Remember that whole thing where the Cincinnati Bengals didn’t really have the answers to their offensive line issues? Well that’s still a thing. Take, for example, the fact that they rank 28th in the league in averaging 84 rushing yards per game. Their 3.2-yard rushing average is underperformed only by the David Johnson-less Cardinals’ 3.1-yard average.

And that is with a stable of three high-round draft picks at the running back position. So maybe, I don’t know, it’s the fact that they don’t even have a stable offensive line. They have been rotating three players across both tackle positions in recent weeks, and nobody is particularly happy about it.

A few years back, the Bengals felt that they were preparing for their inevitable future, knowing they would eventually have to move on from the aging Andrew Whitworth at left tackle, and they did not re-sign Andre Smith, another former first-round pick of theirs, either.

Instead, they invested in the draft, taking first Cedric Ogbuehi and then Jake Fisher in the first and second round in 2015. They tried to start Ogbuehi at right tackle last year. He got benched, and replaced by Fisher. He got benched, and replaced by Eric Winston.

Now Ogbuehi is playing at left tackle and Fisher is playing at right tackle and they have had to rotate Smith, whom they re-signed this year with the intention originally of starting him at right guard to replace Kevin Zeitler, whom they lost along with Whitworth in free agency this year.

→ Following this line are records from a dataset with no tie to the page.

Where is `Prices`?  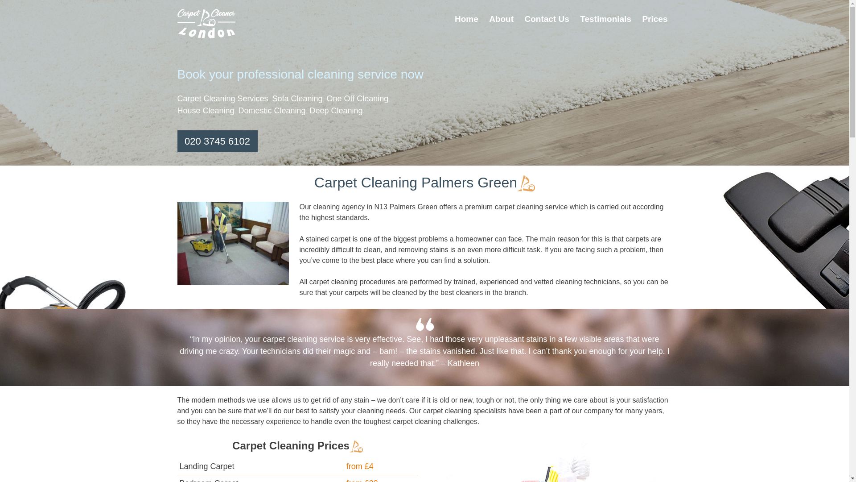 Prices is located at coordinates (655, 20).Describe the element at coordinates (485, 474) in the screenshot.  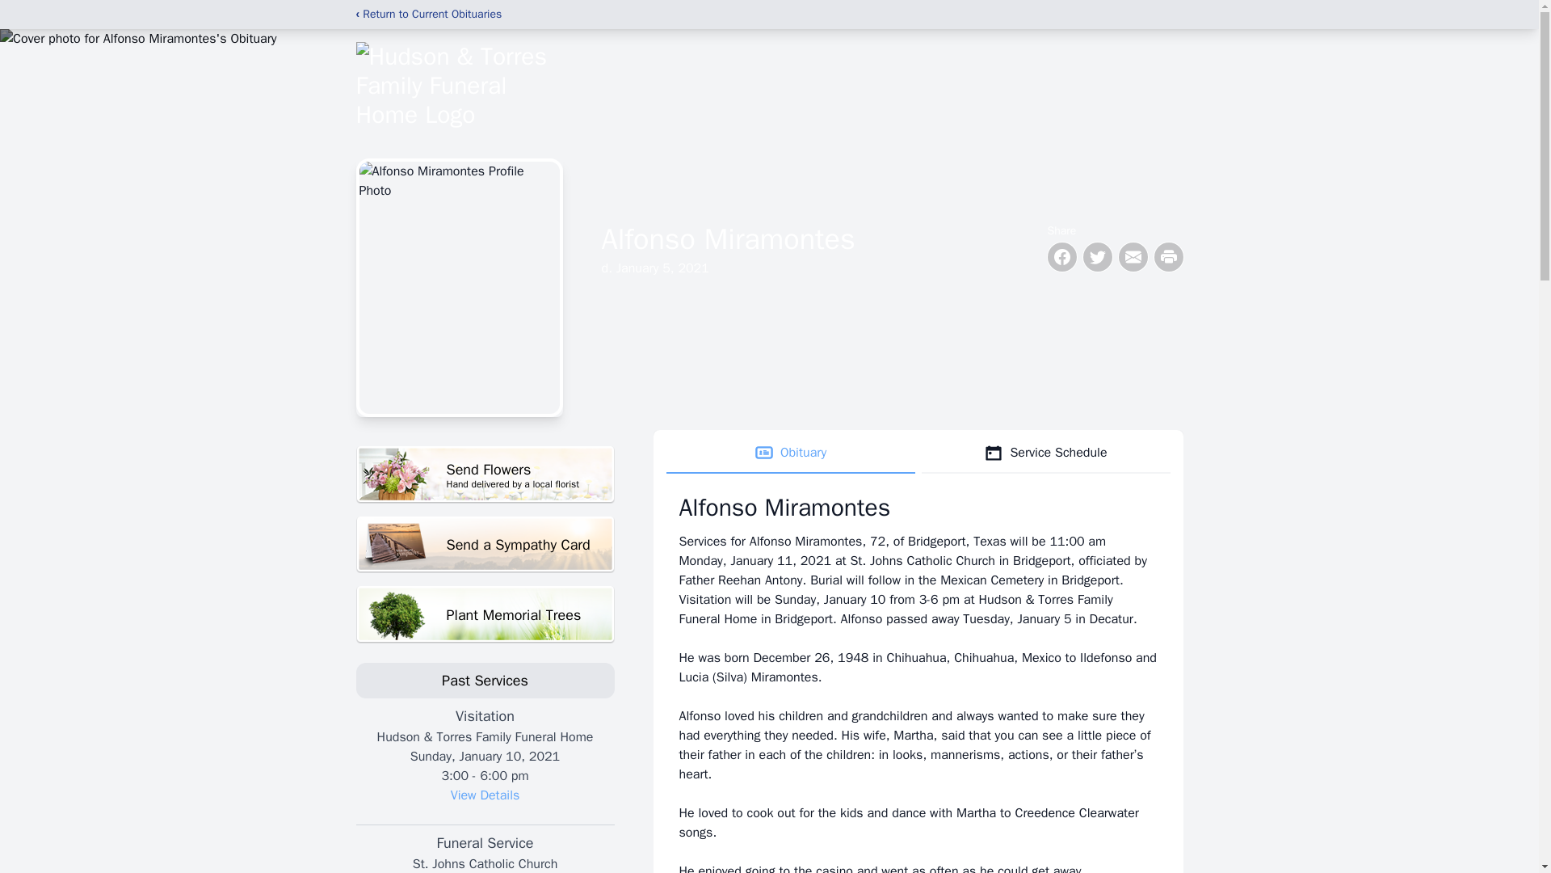
I see `View Details` at that location.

Smith never even played left tackle in a game before, but now he has started there and at right tackle this season, rotating in liberally on both side with nobody really approaching 80 percent of the snaps played individually. And nobody is really happy about the arrangement.

Asked if he thought the rotation was helping, Ogbuehi said, “no, I can’t say that it does”, according to Cincinnati.com. “I think true helping is when you’re playing. Every snap you learn. But you’ve got to do what you’re told”.

Fisher over on the right side wasn’t too pleased with the process, either. “It’s tough man”, he told reporters. “It’s like writing a paper. If you write half the paper and then someone comes in and writes a couple sentences and then you’ve got to start it back up you miss those two sentences, you miss that part of the paper that you’re writing”.

“For us, that’s what our coaches want us to do, so we have get it done”, he added.

For what it’s worth, the Steelers attempted this rotation back in 2013 during the second season of the careers of Mike Adams and Kelvin Beachum. Beachum rotated at both tackle spots during the first four weeks—Marcus Gilbert was in his third year after missing most of his second—but ultimately displaced Adams at left tackle after four games when the latter was benched.